You’re absolutely right - Our goal is to ensure the broader community has access to platform resources. Lifetime players are key here, as we’re enabling experiences to serve players who may have only played a little while ago, even years back.
Regarding your question, the 4MB per key limit is currently a technical system limit, and there are no plans to increase it at the moment. However, this is great feedback, and we’ll continue exploring ways to improve in the future!
I have been wanting to develop a super-immersive sandbox/simulation game for a while now and over the past few years Roblox has introduced too many updates than I can count which negatively impact my ability to make this game. I’m just so tired of this.
I want the player to be able to save hundreds of large worlds with thousands of dynamic parts, and also have version history under each world. I want to be able to save EditableImage pixel data to generate a thumbnail for each world. This is a massive amount of data and can very quickly get into multiple MBs per player, even though it’s super compressed. With the new storage limits, I’m not sure if my game will even be possible anymore.
Then again, if we automatically get an extra +1MB for each of the thousands of players that will simply join our experience without ever doing anything, maybe the free storage space generated by those users will be enough to account for it. I don’t know. This is still worrying.
Agreed. I am in the same boat, I am working on a open world simulator game that heavily requires the use of datastores for businesses, buildings, jobs, departments etc.
You don’t know anything about how that game is storing data. Please quit spamming this thread with things you do not understand just so you can entertain yourself. You’re burying replies that contain actual useful information. Thanks.
Ah yes, I can make a voxel game but I don’t understand how data works. I am not spamming anything. I am expressing my concerns. As I have told you, the way these limits scale, constrains developers. Even if this instance say won’t affect that much (it does) the next constraints to come will and things will get worse.
Every unique player that has ever played your experience, ever.
A follow-up question then, will PlayerDataService which is in the works use data stores as a backend and face the same limitations? It’d be really nice to have an increased limit, despite how rare it is to typically face it.
Dose roblox suport saving buffers to datastores? If so, this can be helpful for compressing data.
It is possible to store some data inside 4 bits, less than a single byte, although it dose require some knowledge of bitwise operations.

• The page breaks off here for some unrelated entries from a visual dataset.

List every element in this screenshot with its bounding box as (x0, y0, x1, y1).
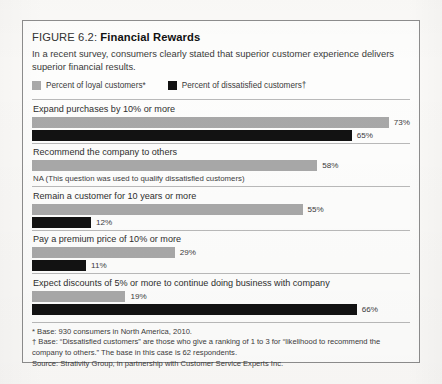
bar-loyal (32, 204, 303, 215)
bar-group-label: Recommend the company to others (32, 145, 410, 160)
footnotes: * Base: 930 consumers in North America, … (32, 322, 410, 369)
bar-row-dissatisfied: 11% (32, 260, 410, 271)
footnote-base-dissatisfied-line1: † Base: “Dissatisfied customers” are tho… (32, 337, 410, 347)
bar-na-note: NA (This question was used to qualify di… (32, 173, 410, 186)
legend-item-dissatisfied: Percent of dissatisfied customers† (168, 81, 307, 90)
bar-group: Pay a premium price of 10% or more29%11% (32, 230, 410, 272)
footnote-base-loyal: * Base: 930 consumers in North America, … (32, 327, 410, 337)
bar-loyal (32, 117, 389, 128)
figure-name: Financial Rewards (100, 31, 200, 43)
bar-row-dissatisfied: 66% (32, 304, 410, 315)
bar-group-label: Expand purchases by 10% or more (32, 102, 410, 117)
legend-item-loyal: Percent of loyal customers* (32, 81, 146, 90)
footnote-source: Source: Strativity Group, in partnership… (32, 359, 410, 369)
bar-row-loyal: 58% (32, 160, 410, 171)
legend-swatch-dissatisfied-icon (168, 81, 177, 90)
figure-title: FIGURE 6.2: Financial Rewards (32, 31, 410, 43)
bar-loyal (32, 160, 317, 171)
bar-group-label: Pay a premium price of 10% or more (32, 232, 410, 247)
bar-group: Expect discounts of 5% or more to contin… (32, 273, 410, 315)
bar-value-loyal: 19% (130, 292, 146, 301)
page-background: FIGURE 6.2: Financial Rewards In a recen… (0, 0, 442, 384)
bar-dissatisfied (32, 260, 86, 271)
bar-value-loyal: 73% (394, 118, 410, 127)
legend-swatch-loyal-icon (32, 81, 41, 90)
bar-group: Recommend the company to others58%NA (Th… (32, 143, 410, 187)
bar-value-dissatisfied: 11% (91, 261, 107, 270)
bar-dissatisfied (32, 304, 357, 315)
bar-value-loyal: 29% (180, 248, 196, 257)
bar-group-label: Remain a customer for 10 years or more (32, 189, 410, 204)
bar-row-loyal: 19% (32, 291, 410, 302)
chart-legend: Percent of loyal customers* Percent of d… (32, 81, 410, 90)
bar-value-loyal: 58% (322, 161, 338, 170)
legend-label-dissatisfied: Percent of dissatisfied customers† (182, 81, 307, 90)
bar-value-dissatisfied: 66% (362, 305, 378, 314)
bar-chart: Expand purchases by 10% or more73%65%Rec… (32, 99, 410, 315)
bar-group-label: Expect discounts of 5% or more to contin… (32, 276, 410, 291)
figure-description: In a recent survey, consumers clearly st… (32, 48, 404, 73)
bar-row-loyal: 73% (32, 117, 410, 128)
bar-row-loyal: 55% (32, 204, 410, 215)
legend-label-loyal: Percent of loyal customers* (46, 81, 146, 90)
bar-value-dissatisfied: 65% (357, 131, 373, 140)
bar-loyal (32, 291, 125, 302)
figure-number: FIGURE 6.2: (32, 31, 97, 43)
bar-row-dissatisfied: 65% (32, 130, 410, 141)
footnote-base-dissatisfied-line2: company to others.” The base in this cas… (32, 348, 410, 358)
figure-container: FIGURE 6.2: Financial Rewards In a recen… (22, 20, 420, 363)
bar-row-loyal: 29% (32, 247, 410, 258)
bar-dissatisfied (32, 217, 91, 228)
bar-value-loyal: 55% (308, 205, 324, 214)
bar-row-dissatisfied: 12% (32, 217, 410, 228)
bar-value-dissatisfied: 12% (96, 218, 112, 227)
bar-loyal (32, 247, 175, 258)
bar-group: Expand purchases by 10% or more73%65% (32, 99, 410, 141)
bar-dissatisfied (32, 130, 352, 141)
bar-group: Remain a customer for 10 years or more55… (32, 186, 410, 228)
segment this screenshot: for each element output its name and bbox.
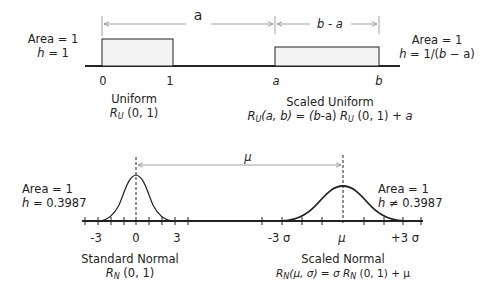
normal-axis <box>82 217 423 225</box>
a-dimension-label: a <box>194 8 203 23</box>
uniform-area-label: Area = 1 h = 1 <box>28 32 79 60</box>
scaled-normal-area-label: Area = 1 h ≠ 0.3987 <box>378 182 442 210</box>
standard-normal-name: Standard Normal <box>81 252 179 266</box>
standard-normal-area-label: Area = 1 h = 0.3987 <box>22 182 86 210</box>
uniform-name: Uniform <box>110 92 158 106</box>
scaled-uniform-tick-b: b <box>375 74 382 88</box>
scaled-normal-tick-pos3sigma: +3 σ <box>391 231 419 245</box>
scaled-normal-tick-neg3sigma: -3 σ <box>268 231 290 245</box>
uniform-tick-0: 0 <box>99 74 106 88</box>
standard-normal-tick-0: 0 <box>132 231 139 245</box>
uniform-caption: Uniform RU (0, 1) <box>110 92 158 124</box>
standard-normal-caption: Standard Normal RN (0, 1) <box>81 252 179 284</box>
scaled-uniform-caption: Scaled Uniform RU(a, b) = (b-a) RU (0, 1… <box>247 95 412 127</box>
standard-normal-formula: RN (0, 1) <box>81 266 179 284</box>
uniform-box <box>102 39 173 66</box>
mu-dimension-label: μ <box>244 150 251 164</box>
standard-normal-tick-3: 3 <box>173 231 180 245</box>
scaled-normal-tick-mu: μ <box>338 231 345 245</box>
scaled-uniform-box <box>275 47 379 66</box>
b-minus-a-dimension-label: b - a <box>317 17 343 31</box>
uniform-tick-1: 1 <box>166 74 173 88</box>
standard-normal-tick-neg3: -3 <box>90 231 101 245</box>
scaled-normal-name: Scaled Normal <box>276 252 410 266</box>
scaled-uniform-name: Scaled Uniform <box>247 95 412 109</box>
uniform-formula: RU (0, 1) <box>110 106 158 124</box>
scaled-uniform-formula: RU(a, b) = (b-a) RU (0, 1) + a <box>247 109 412 127</box>
scaled-normal-formula: RN(μ, σ) = σ RN (0, 1) + μ <box>276 266 410 284</box>
scaled-uniform-area-label: Area = 1 h = 1/(b − a) <box>399 33 475 61</box>
scaled-uniform-tick-a: a <box>272 74 279 88</box>
scaled-normal-caption: Scaled Normal RN(μ, σ) = σ RN (0, 1) + μ <box>276 252 410 284</box>
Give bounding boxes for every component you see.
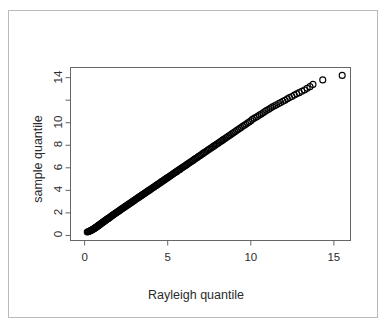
data-point-series <box>84 72 345 235</box>
y-tick-label: 10 <box>52 109 64 135</box>
y-tick-label: 6 <box>52 154 64 180</box>
plot-area: 051015 024681014 Rayleigh quantile sampl… <box>0 0 392 328</box>
x-tick-label: 0 <box>70 251 100 263</box>
y-tick-label: 8 <box>52 131 64 157</box>
y-tick-label: 14 <box>52 64 64 90</box>
y-tick-label: 4 <box>52 176 64 202</box>
x-tick-label: 5 <box>153 251 183 263</box>
y-axis-title: sample quantile <box>31 79 45 239</box>
y-tick-label: 0 <box>52 221 64 247</box>
x-tick-label: 15 <box>319 251 349 263</box>
y-axis-ticks <box>66 78 71 236</box>
x-tick-label: 10 <box>236 251 266 263</box>
x-axis-ticks <box>85 241 334 246</box>
x-axis-title: Rayleigh quantile <box>0 288 392 302</box>
qq-plot-figure: 051015 024681014 Rayleigh quantile sampl… <box>0 0 392 328</box>
y-tick-label: 2 <box>52 199 64 225</box>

It would be cool if there was a module that abstracts the buffer away so it can be treated like a C structure. This could simplify updating previous infrastructure for more data compression.
I tend to store individual scores per weapon per user, but only when the player reaches above 100 score, this also accounts for buying things, so players can get a refund, should an emote ever removed and this may affect me, mainly the global weapon storing.
Well, despite how some people are trying to make it seem like Roblox is greedy and solely appeasing investors, I doubt Roblox cares one way or another if this happens.
You’re worrying too much about the limits thinking it’s going to be even worth botting in the first place. I’d prefer to avoid spamming the thread with quick back and forth replies on the same thing, so let’s keep it at this.
Ok you keep it as that but my main finisher would just be, I am worrying about the limits and no I do not think botting will be worth it, I do not condone botting, my main question would be how does Roblox define a lifetime player, would someone who join for 10 seconds count? Someone who joins for 5 count? Or is it someone who does a input event like moving their mouse or clicking a key.
Are you compressing world data well? I have a small mining game with free private servers that have permanent world data(including lots of data that is from world versions that will never be accessible again) and my game doesn’t seem to be too close to the datastore limits.
I also have a sandbox tycoon. That one takes up quite a lot of data, but still very much within the limits
This is correct. I have an ordinary decade-old game that has 90M visits. It takes up just under the amount of data as my 2M visit game that has world saving. If your game is ordinary(not sandbox/world saving), you should have nothing to worry about. Even so, it the datastore limits seem quite flexible.